Production Deploy
Setup production keys
Set provider secrets
Deploy
Checklist
SITE_URLis set to your production domain (notlocalhost)JWT_PRIVATE_KEY,JWKS, andAUTH_SECRET_ENCRYPTION_KEYare set (the CLI handles this)- Provider secrets (
AUTH_*_ID,AUTH_*_SECRET) are configured CONVEX_SITE_URLis auto-provided by Convexconvex/auth.config.tstrustsprocess.env.CONVEX_SITE_URLwithapplicationID: "convex"- OAuth callback URLs are registered with your providers pointing to
CONVEX_SITE_URL
Cross-platform .well-known files
Apps using passkeys, password managers, or native iOS/Android sign-in should serve these from the frontend host. See the .well-known reference and the native apps guide.
- For native iOS passkeys:
IOS_APP_IDSset,apple-app-site-associationreachable at the RP ID host with no redirects, no.jsonextension - For native Android passkeys:
ANDROID_APP_LINKSset,assetlinks.jsonreachable at the RP ID host - For password manager UX:
CHANGE_PASSWORD_URLset (302 from/.well-known/change-password) - For multi-origin passkeys:
WEBAUTHN_ALT_ORIGINSset (orSECONDARY_URL) - For security disclosure:
SECURITY_CONTACTset with unexpiredExpires:(refreshes everySECURITY_TXT_EXPIRES_DAYS, default 365)
Auth refresh and Convex logs
Convex Auth refreshes stored browser sessions when the Convex client asks for a
fresh access token. In logs this can show up as an auth:signIn action followed
by an auth:store mutation. That pair is expected on page load, token refresh,
and across multiple tabs or visitors.
Each refresh mutation can cause active Convex subscriptions to re-evaluate. If your logs show a burst of many cached query evaluations after auth refresh, first look for duplicate or unnecessary subscriptions in the app:
- avoid subscribing to the same query in both a page and child component;
- pass already-loaded data as props when possible;
- use
"skip"for queries that are disabled by config or route state; - only run auth-dependent queries on pages that actually need them.
Treat refresh as suspicious when a single tab with one auth client refreshes in a tight loop. Common causes are duplicate auth clients, unavailable storage, corrupted refresh-token storage, or proxy retry failures.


▸ WHAT THE EXERCISE ASKS: For each line in the records that contains "pixels", make a copy.
········
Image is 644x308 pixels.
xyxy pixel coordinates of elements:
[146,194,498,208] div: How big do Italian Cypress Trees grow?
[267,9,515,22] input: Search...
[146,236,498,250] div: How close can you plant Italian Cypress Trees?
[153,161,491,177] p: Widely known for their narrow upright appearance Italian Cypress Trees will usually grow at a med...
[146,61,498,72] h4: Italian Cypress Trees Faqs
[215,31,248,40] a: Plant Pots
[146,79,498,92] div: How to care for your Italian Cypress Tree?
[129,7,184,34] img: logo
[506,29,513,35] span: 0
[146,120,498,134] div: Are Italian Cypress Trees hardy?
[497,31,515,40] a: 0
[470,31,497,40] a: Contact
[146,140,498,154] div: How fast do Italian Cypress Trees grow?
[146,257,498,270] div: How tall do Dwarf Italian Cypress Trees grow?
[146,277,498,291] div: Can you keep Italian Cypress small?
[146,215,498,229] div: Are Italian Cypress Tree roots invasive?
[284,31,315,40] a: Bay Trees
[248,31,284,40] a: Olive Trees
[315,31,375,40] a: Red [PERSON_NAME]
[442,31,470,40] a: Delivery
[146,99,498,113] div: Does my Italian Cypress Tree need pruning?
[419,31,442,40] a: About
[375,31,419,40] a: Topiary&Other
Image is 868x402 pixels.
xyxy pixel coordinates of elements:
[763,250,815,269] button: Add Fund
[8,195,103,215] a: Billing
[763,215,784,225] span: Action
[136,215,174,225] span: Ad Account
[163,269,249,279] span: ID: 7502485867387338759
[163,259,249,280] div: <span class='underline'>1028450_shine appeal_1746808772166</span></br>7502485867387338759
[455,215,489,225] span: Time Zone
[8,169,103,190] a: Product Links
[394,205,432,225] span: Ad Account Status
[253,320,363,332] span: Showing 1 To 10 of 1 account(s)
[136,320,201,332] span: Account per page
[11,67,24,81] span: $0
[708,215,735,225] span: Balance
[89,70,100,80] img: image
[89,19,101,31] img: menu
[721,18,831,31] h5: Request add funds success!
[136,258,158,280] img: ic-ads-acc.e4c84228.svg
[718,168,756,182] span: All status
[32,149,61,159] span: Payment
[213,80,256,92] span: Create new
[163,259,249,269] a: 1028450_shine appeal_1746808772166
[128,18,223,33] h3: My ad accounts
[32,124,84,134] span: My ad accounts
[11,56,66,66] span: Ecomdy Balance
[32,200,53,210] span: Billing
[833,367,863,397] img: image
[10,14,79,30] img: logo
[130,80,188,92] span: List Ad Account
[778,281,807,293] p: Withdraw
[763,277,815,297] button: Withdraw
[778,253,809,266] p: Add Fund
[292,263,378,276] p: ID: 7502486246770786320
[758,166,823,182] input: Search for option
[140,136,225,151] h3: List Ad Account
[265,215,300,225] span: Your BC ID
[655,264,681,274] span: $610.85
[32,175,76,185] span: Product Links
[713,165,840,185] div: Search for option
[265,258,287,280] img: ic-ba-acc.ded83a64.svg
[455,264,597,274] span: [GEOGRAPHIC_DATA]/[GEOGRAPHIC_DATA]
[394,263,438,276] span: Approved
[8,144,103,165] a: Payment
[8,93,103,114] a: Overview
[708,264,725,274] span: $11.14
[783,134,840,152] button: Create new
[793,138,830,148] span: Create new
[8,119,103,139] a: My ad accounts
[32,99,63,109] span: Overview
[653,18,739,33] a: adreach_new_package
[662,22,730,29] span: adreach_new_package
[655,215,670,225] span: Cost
········
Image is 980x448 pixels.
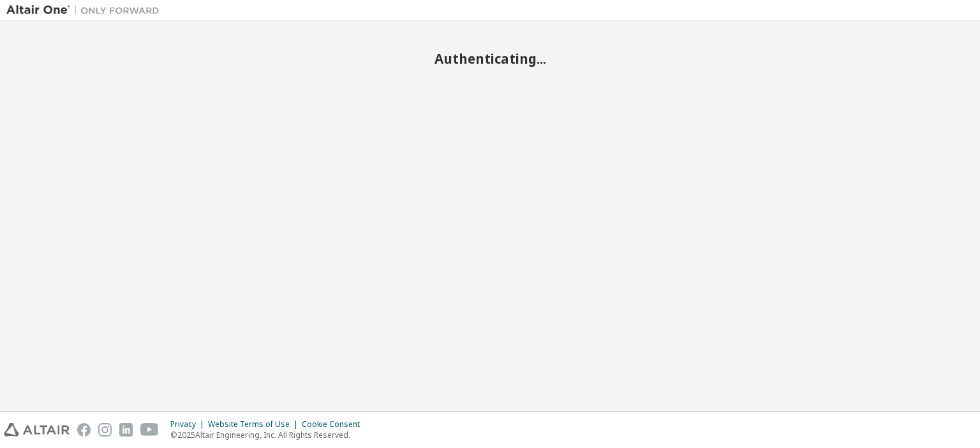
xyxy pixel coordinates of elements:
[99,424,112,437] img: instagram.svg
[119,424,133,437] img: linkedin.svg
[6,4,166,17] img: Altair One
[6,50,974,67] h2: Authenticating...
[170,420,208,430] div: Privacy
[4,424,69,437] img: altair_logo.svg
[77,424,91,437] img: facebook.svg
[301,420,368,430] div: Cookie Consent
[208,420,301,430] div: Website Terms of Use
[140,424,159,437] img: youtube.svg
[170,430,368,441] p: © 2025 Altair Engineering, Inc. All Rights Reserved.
········
▸ SOLUTION TO THIS EXERCISE:
Image is 644x308 pixels.
Image is 868x402 pixels.
Image is 980x448 pixels.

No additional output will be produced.